In this situation, your tool should only produce valid markup and abstract the XHTML layer away from the user. In fact, if you're at all serious about accessibility then your CMS tool should be following w3's ATAG guidelines, and specifically in this case point 2.2 [w3.org]:

Ensure that the tool automatically generates valid markup. "Priority 1"

In other words if your tool isn't producing valid markup it is inaccessible.

lsw_wd

7:39 pm on Apr 28, 2006 (gmt 0)

10+ Year Member



That depends on what tool is chosen. XStandard, TinyMCE, PHP Markdown or no conversion at all. Also at anytime they can get into a code view of the content they are writing or editing.

Aside from that there are only a handfull of CMS that are accessible at all.

iaaa

7:47 pm on Apr 28, 2006 (gmt 0)

10+ Year Member



Nice post lsw_wd (and I thought this thread is dead)
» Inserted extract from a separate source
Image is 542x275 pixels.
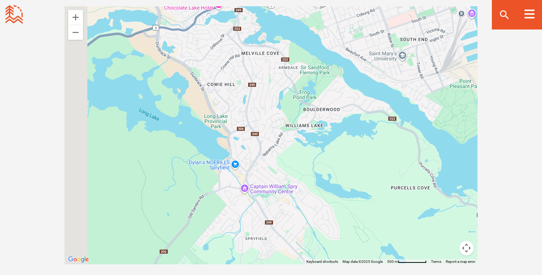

Personally, I ve made my choice - its gonna be 4.01Strict for now. I originally designed my template using XHTML strict but never mind. Since I do not use any of its extra features, plus I would serve it as text/html (which is not correct). In regard with the charset I had to ask my webhost to change the html header's default which was set to the standard. I use UTF-8. What I am concerned about not using XHTML is that many major (including commercial) websites still use it, and still serve it as text instead of XML. But yet again, companies pay a few $$$$ and have their site redesigned using whatever technology they want. When the time comes to switch, it may be a nightmare for me to move to X-whatever-ML. I hope I can enjoy say maybe 5 more years with 4.01.

And all of these, because MS cannot be bothered and follow some standards. Why IE cannot be made to read XHTML served as xml? Its like they are doing it purposely to create confusion. Even for CSS, as I go along and enhance my website, *everything* renders the same for FF, Opera and NN - its only IE that has issues all the time. I hope some kind of miracle happens and people start to use standard-compliant browsers such as FF and Opera for that we won't have to say all the time 'how this is gonna display in IE', 'help - my design breaks in IE' and resort to 10s different hacks, just for IE. This approach has ended up turning web development into a rocket science!

Regards.

Robin_reala

9:25 pm on Apr 28, 2006 (gmt 0)

WebmasterWorld Senior Member 10+ Year Member



lsw_wd: none of that invalidates my point :) If you're going with application/xhtml+xml you'd better be serious about the CMS you choose.

lsw_wd

9:38 pm on Apr 28, 2006 (gmt 0)

10+ Year Member



Oh I am serious, that is why my customers get HTML and not XHTML.

As for the CMS, it is one of the few that is accssible, developed for the Guild of Accessible Web Designers. However with the majority of people on the net using garbage like Mambo and Co., this is a subject that needs to be brought up. 90% of all CMS have no interest in accessibility. Those that do are for the most part to expensive for most people.

So as long as peple use other CMS that do not really produce standard accessible code, this is a valid point. Using XHTML served correctly can be problematic unless care and time are taken to keep tabs on it.